New Article: Changes among Israeli Youth Movements: A Structural Analysis

Cohen, Erik H. “Changes among Israeli Youth Movements: A Structural Analysis Based on Kahane’s Code of Informality.” Cambridge Journal of Education 45.2 (2015): 223-43.

 

URL: http://dx.doi.org/10.1080/0305764X.2014.934205

 

Abstract

Multi-dimensional data analysis tools are applied to Reuven Kahane’s data on the informality of youth organizations, yielding a graphic portrayal of Kahane’s code of informality. This structure helps address questions of the whether the eight structural components exhaustively cover the field without redundancy. Further, the structure is used to examine changes in Israeli youth movements over two time periods (1925–1960 and 1960–1990). It is found that social aspects of the group have become more important, while ideology (especially socialist ideology) is less emphasized. Directions for continued research among youth movements since 1990 are explored.

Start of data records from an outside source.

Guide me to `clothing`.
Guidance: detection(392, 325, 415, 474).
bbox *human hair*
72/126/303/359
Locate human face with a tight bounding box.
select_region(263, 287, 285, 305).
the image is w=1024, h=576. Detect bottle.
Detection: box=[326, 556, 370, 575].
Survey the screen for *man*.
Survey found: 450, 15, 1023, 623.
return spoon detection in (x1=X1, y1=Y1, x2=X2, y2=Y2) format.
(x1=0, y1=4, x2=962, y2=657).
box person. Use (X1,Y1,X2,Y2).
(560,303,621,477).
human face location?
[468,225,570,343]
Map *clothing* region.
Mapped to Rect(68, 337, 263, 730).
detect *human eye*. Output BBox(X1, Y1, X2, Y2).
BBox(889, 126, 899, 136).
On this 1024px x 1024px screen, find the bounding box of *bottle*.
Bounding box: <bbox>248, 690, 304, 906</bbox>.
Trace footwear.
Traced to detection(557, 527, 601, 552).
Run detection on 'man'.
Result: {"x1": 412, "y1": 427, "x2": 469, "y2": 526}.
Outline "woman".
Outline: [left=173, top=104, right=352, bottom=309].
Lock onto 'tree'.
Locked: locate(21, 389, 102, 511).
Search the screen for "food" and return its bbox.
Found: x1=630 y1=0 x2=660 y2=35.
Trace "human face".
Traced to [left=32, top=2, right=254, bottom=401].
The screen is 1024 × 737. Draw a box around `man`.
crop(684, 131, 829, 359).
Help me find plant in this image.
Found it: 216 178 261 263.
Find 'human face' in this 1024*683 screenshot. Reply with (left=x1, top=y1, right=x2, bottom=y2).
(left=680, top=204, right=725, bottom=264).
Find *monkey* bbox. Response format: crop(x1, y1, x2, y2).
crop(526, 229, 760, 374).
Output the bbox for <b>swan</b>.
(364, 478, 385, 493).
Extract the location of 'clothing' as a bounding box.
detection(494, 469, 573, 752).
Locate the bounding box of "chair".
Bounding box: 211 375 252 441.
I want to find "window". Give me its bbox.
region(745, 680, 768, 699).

New Book: Helman, Becoming Israeli: National Ideals and Everyday Life in the 1950s

Helman, Anat. Becoming Israeli. National Ideals and Everyday Life in the 1950s, Schusterman Series in Israel Studies. Waltham, Mass.: Brandeis University Press, 2014.

 

9781611685572

 

Table of Contents

Preface
• Acknowledgments
• Introducing Israel in White
• The Language of the Melting Pot
• The Humorous Side of Rationing
• “A People in Uniform”
• Taking the Bus
• Going to the Movies
• The Communal Dining Hall
• Informality, Straightforwardness, and Rudeness
• Conclusion
• Notes
• Bibliography
• Index

With a light touch and many wonderful illustrations, historian Anat Helman investigates “life on the ground” in Israel during the first years of statehood. She looks at how citizens–natives of the land, longtime immigrants, and newcomers–coped with the state’s efforts to turn an incredibly diverse group of people into a homogenous whole. She investigates the efforts to make Hebrew the lingua franca of Israel, the uses of humor, and the effects of a constant military presence, along with such familiar aspects of daily life as communal dining on the kibbutz, the nightmare of trying to board a bus, and moviegoing as a form of escapism. In the process Helman shows how ordinary people adapted to the standards and rules of the political and cultural elites and negotiated the chaos of early statehood.

 ANAT HELMAN is a senior lecturer in the Department of Jewish History and Contemporary Jewry at the Hebrew University of Jerusalem. Her most recent book is A Coat of Many Colors: Dress Culture in the Young State of Israel.